Richard Lutz checks out the tv schedules and uncovers a small classic that time forgot.
Ten years ago Clint Eastwood made two films about World War 2, showing the Japanese and American viewpoint of the Battle for Iwo Jima in the South Pacific. They were both lauded, except by one critic who had to remind today’s cinematic flibbertigibbets that it had already been done forty years earlier by none other than Ol’ Blue Eyes himself, Frank Sinatra.
Sinatra directed None But the Brave (Mon, BBC2, 12.10) about squads of Japanese and US soldiers who have to share a little island and make compromises rather than needlessly slaughter each other.
It may be a bit hokey now. But as it was made in 1965, it does show that Sinatra’s only directorial effort has some idiosyncratic guts to it. You didn’t make anti-war films very successfully in the US in those days. Vietnam was just starting to split the States, J Edgar Hoover ran the country, America was seen as the staunch defender against Communism and anything less than flag-waving monomania was considered, in many parts, to be simply traitorous.
It may have been the singer’s last hurrah as a liberal (he backed JFK and civil rights) before getting all irascible and nasty and his blue eyes seemingly turning red in the night as he began to snarl. But whatever the merits of the movie, there are some nice backstories to None But The Brave.
Sinatra, (for some reason) plays a military pharmacist who crash lands with his buddies on this island where a group of Japanese enemy are trying to built a boat to escape. With him are a funny crew: Clint Walker, Brad Dexter, Tommy Sands and Rafer Johnson. Each has an off-cam quirky story to tell.
Brad Dexter will always be remembered as The `Magnificent Seven that time forgot. In other roles, he was always around as a mid-table bad guy in dozens of B movie horse soaps. And, yes, he was married to Peggy Lee for a while. He was a tough guy. During the None But The Brave shoot on Hawaii, he saved the life of Sinatra and another person by diving into a raging surf and plucking them from drowning. Sinatra idolised him for that. But when Dexter warned the singer years later not to marry Mia Farrow, Sinatra iced him out and never talked to Dexter again. Ouch.
Another support actor was Tommy Sands . who was originally signed by Elvis’s manager Tom Parker for his country voice straight out of Louisiana. He stumbled around as a late fifties singer til…whamoo..he married Frankie’s daughter Nancy (she of the walking boots). That landed him this role. But when he divorced Nancy and those boots, Sinatra ensured his career was ruined. Ouch.
Former Olympic decathalon star Rafer Johnson is another member of the US crew. A black role model, liberal Sinatra made sure he was in the cast. Johnson was an all-American hero: sports star, civil rights spokesmen, articulate. He also was at both JFK’s and RFK’s assassination and held Robert Kennedy’s murderer under arrest til cops took the killer away. A mega-hero. Maybe there is a movie treatment to sell about Rafer Johnson yet.

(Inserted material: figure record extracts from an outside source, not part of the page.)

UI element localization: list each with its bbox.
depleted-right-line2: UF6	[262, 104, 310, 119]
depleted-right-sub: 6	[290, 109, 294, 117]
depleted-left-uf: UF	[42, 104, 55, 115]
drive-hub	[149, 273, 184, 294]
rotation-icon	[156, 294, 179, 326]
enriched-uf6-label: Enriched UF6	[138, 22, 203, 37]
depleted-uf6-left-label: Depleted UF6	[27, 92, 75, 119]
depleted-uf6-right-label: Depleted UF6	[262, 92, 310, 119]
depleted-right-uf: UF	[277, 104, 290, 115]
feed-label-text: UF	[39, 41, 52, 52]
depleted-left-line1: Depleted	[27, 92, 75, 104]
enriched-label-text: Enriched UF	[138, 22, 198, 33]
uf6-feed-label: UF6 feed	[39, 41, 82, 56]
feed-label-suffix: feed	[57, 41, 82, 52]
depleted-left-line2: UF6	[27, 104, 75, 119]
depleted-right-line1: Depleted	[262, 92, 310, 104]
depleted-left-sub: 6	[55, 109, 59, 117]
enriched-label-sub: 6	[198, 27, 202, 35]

Another sidekick is Tony Bill who payed juvenile roles until he worked his way back of camera and ended up producing one of Hollywood’s biggest hits, The Sting. he is a bigwig still in LA.
Then there is Clint Walker (see left), better known as 6’6” Brodie from TVland’s Cheyenne, with other macho roles in The Dirty Dozen and The Ten Commandments. This bruiser, who quietly wrote in his spare time, grew up as a crewman on a riverboat, a nightclub bouncer and a wartime mariner. He was also a country singer.
And finally to round out Herr Direktor Sinatra’s backing cast is Richard Sinatra. Does his last name ring a bell? He was Francis’s cousin’s son and appeared in Hogan’s Heroes and some of the Ratpack movies such as Ocean’s 11. He died young, with the name of Sinatra either helping him or killing a career stone dead.
Film editor was Sam O’Steen, who had quite a life in the cutting room; he chopped, among others, Chinatown, Catch-22, The Graduate and more recently A Dry White Season.
And, finally, taking writing credits is a name to be reckoned with: John Twist. His scribbling career began in silent Hollywood in 1927 and his tough guy movies such as FBI Story were all hard boiled noir. This movie was his last. Maybe Sinatra had something to so with that too when None But The Brave flatlined.
So, a film to see for a range of reasons: a stab at an anti war movie during the Vietnam fiasco, a cute cast of oddballs and some well known Japanese faces if you know your Kurosawa from your Yojimbo.
Sinatra never directed another film. Maybe it was casting himself as a military pharmacist that did the trick.